All around, Lathan felt an undercurrent of strangeness. Maybe it was more imagined than real, but it felt as if there was something still in the city, perhaps a residual from what the Sacred Mother had done.
Lathan had never taken an opportunity to explore the city. Not like this and not unencumbered, as there had always been a representative of the Sacred Mother with him when he had visited before. But now he couldn’t help but wonder if perhaps there might be something about this city that was significant.
The Sacred Mother had chosen this place, hadn’t she?
It was probably just about her access and reach with the elementals, he figured. Or maybe there was another reason. With her, it was difficult to know.
He remembered the first time that they had come here. He remembered how he had marveled at the way the buildings had looked, and how it had all felt so marvelous, and even delicate. Knowing that the Sacred Mother had used the elementals, and likely had forced them to serve, left him thinking that perhaps she had forced them to build much of the city. Some of the buildings were newer, with an almost crystalline structure. Then there were older buildings, some made of a thick, gray stone that emanated a sense of energy from them, though what he detected from that was difficult for him to understand.
Maybe there would be something about the Sacred Mother they could learn by going to where she had been. So long as they avoided traps—and Lathan had to believe she left some sort of trap behind—they might understand what she had been after.
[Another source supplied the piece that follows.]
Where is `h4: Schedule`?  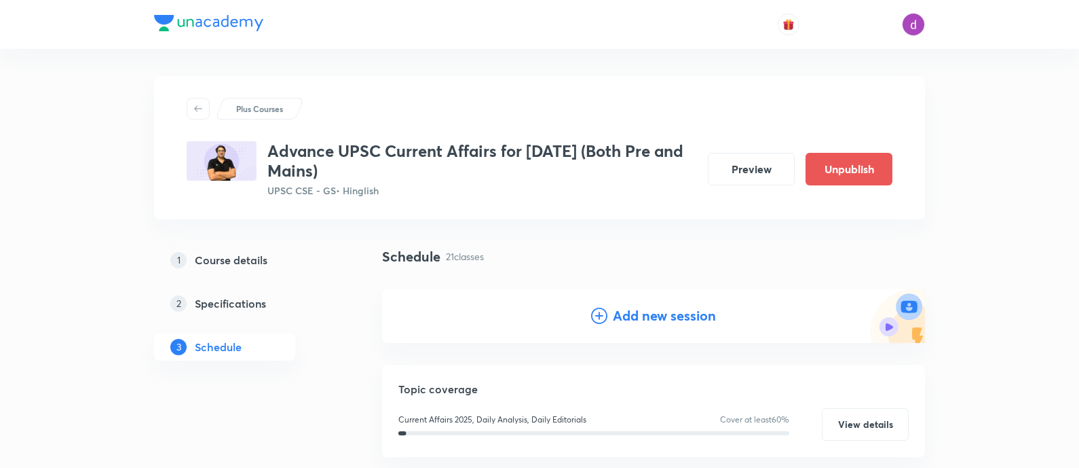 h4: Schedule is located at coordinates (411, 257).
An entity like her would have to have had an agenda.
“How much of the city was tied to her at the elementals?” Marin asked.
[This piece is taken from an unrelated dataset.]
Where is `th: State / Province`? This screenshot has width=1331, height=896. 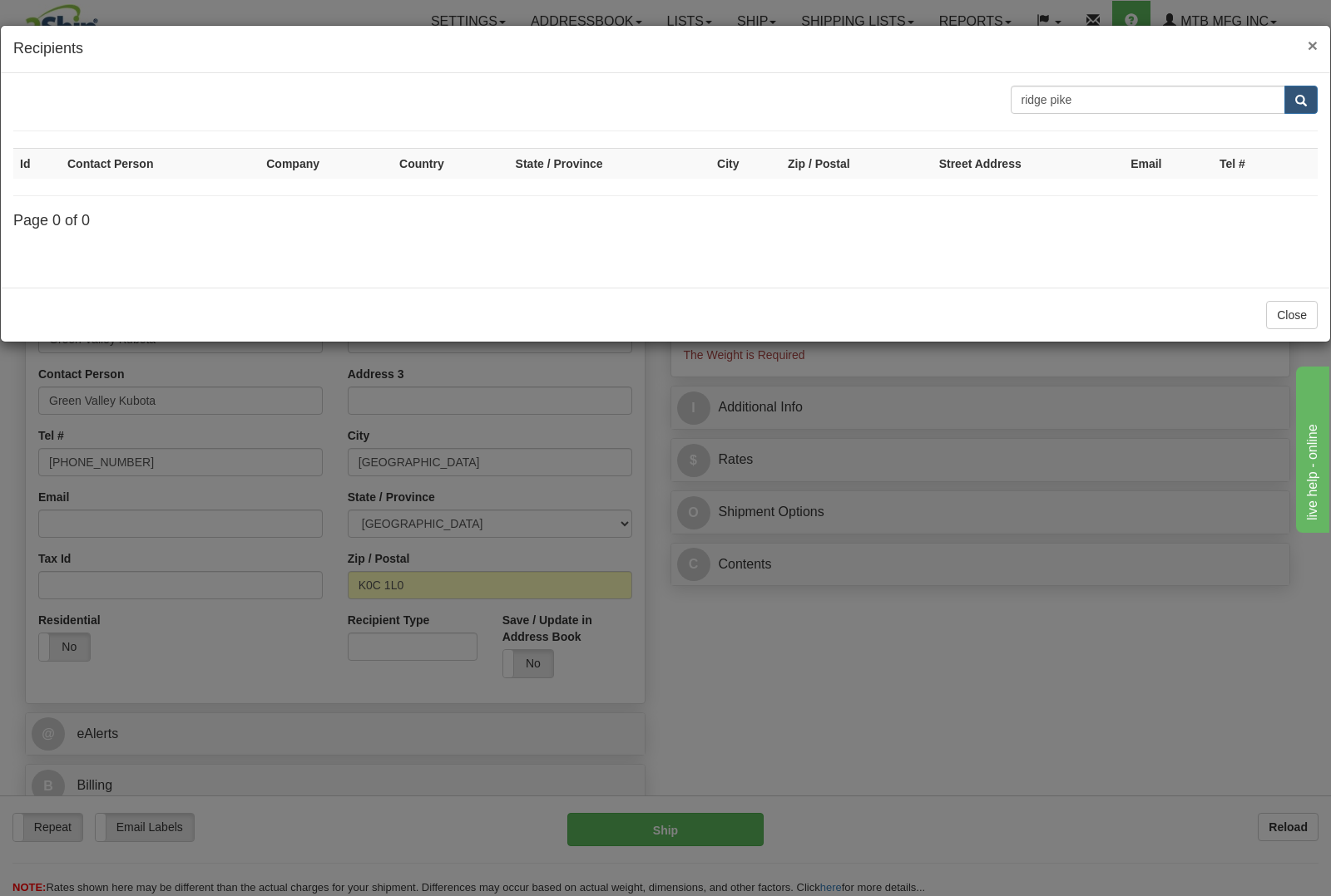
th: State / Province is located at coordinates (610, 163).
Before he could answer, there was a trembling. Lathan immediately turned. He noticed that one of the nearest buildings had started to tremble, and stone from within the building had started to rise, building with elemental power.
Marin started murmuring something, though Lathan didn’t know if her connection to the wind was even going to matter now. Here, where the Sacred Mother had been and where she had bonded other elementals, left questions about whether or not the elementals would even respond.
He was surprised when the wind began to swirl, picking up.
“Good,” she breathed out, as if she had been equally concerned.
Lathan tried to make sense of whether there was anything here that he could feel. He did not really understand the connection to the elementals, nor did he really know if there was any part of what he could identify of them that would make much of a difference, but he did, however, recognize some of that power.